I did see a video on youtube where a guy was doing on review on 2 mbps 13" incl the new model from last week. Using a normal usb stick to transfer like 10gb, it took less time on the usb port of new mbp by half or more compared to the old usb port of last years mbp. NOt sure how thunderbolt affects that or other ports in general.
it was very interesting indeed.
 
Yes, I see what you are saying. I am not clear on what happens to the reserved lane when there is no display attached either. It would make sense for the controllers to just use the lane (albeit at a reduced total of 16Gbps), and only reserve it for display data when there was indeed one attached.
The problem with that mode of operation is what happens when you hot plug a display when the second channel is already being used for PCIe transfers. To actually use the display you'd either have to stop the PCIe transfer or switch the PCIe data over to the other channel. The latter would be the obvious solution, but maybe they couldn't get that to work.

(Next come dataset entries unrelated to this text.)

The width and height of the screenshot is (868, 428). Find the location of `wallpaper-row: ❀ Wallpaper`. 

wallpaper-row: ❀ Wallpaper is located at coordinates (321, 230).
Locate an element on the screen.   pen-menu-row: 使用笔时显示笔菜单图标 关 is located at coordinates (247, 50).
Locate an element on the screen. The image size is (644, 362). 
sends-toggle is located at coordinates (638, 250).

In any case, we're still going some amount of hand-waving here. I don't think anyone has really given a satisfactory explanation and I have yet to read a completely unambiguous and unimpeachable source that explains exactly how the two Thunderbolt channels are actually being used.
 
The problem with that mode of operation is what happens when you hot plug a display when the second channel is already being used for PCIe transfers. To actually use the display you'd either have to stop the PCIe transfer or switch the PCIe data over to the other channel. The latter would be the obvious solution, but maybe they couldn't get that to work.

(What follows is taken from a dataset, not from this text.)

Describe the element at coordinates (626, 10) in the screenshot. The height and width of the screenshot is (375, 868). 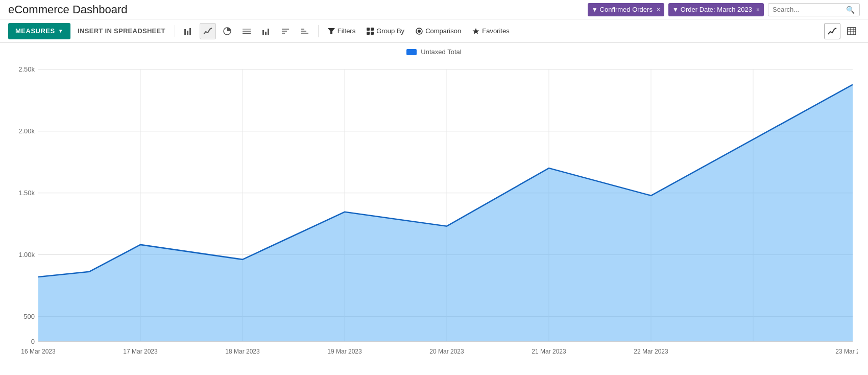
I see `filter-confirmed-orders: ▼ Confirmed Orders ×` at that location.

In any case, we're still going some amount of hand-waving here. I don't think anyone has really given a satisfactory explanation and I have yet to read a completely unambiguous and unimpeachable source that explains exactly how the two Thunderbolt channels are actually being used.

Agree, this is all highly speculative. I'll keep my eyes open as Thunderbolt devices are released and see if I can't get my paws on some hardware, a 2011 MBP, and do some tests. If I come to any verifiable answers I will post back to this thread with them.
 
any new info?

In searching for info on Thunderbolt, I came across this thread. However, it appears to be dated. Is there any new info out there on the specs, etc?
 
One device using both channels...

So..
A mid-2012 macbook air has a dual-channel thunderbolt controller.
Sonnet has a dual-channel enclosure:
http://store1.sonnettech.com/product_info.php?&products_id=403

They claim that while the mechanical plug in their enclosure is x16, the electrical connection is PCIe 2.0 x4, which is consistent with *two* thunderbolt channels.

Looking inside their product, there is
[a] A daughterboard with a dual-channel thunderbolt controller that has a male PCIe x4 plug. This daughterboard is oriented vertically.
Another daughterboard oriented horizontally with one PCIe x4 female connector on the bottom (where daughterboard [a] feeds in) and two PCIe x16 female connectors on top (where your PCI devices plug in).

I daresay that if they use PCIe x4 as a transport (what physically runs over that x4 mechanical plug) between thunderbolt controller and the end-user devices (and advertise their product as "four electrical PCIe lanes) it's one big 20Gbit pipe, not two discrete 10Gbit pipes only a single one of which can be used by an end-user device. At least insofar as the Sonnet product is concerned.

My 2 cents...
 
That makes a lot more sense. So each lane is arbitrated individually, and each host connects to both lanes. No device can use two lanes at once. So effectively any single device is limited to 10Gbps full duplex. I wonder what happens if one device suddenly wants to use a whole lane, do the other hosts switch lanes dynamically? Is there a QoS implementation (your 1920x1080 DisplayPort link won't get stuttery when your line is maxed)? Conveniently I believe 2560x1600@60Hz is about 10Gbps, so one lane would be consumed by the display.

Actually, 2560 x 1600 x 24 bits at 60Hz equals 5.9Gb/s, so it's well within the single lane bandwidth limit. Even full 32 bit color would only need 7.86Gb/s. The limit would be reached with 40 bit color at 9.8Gb/s.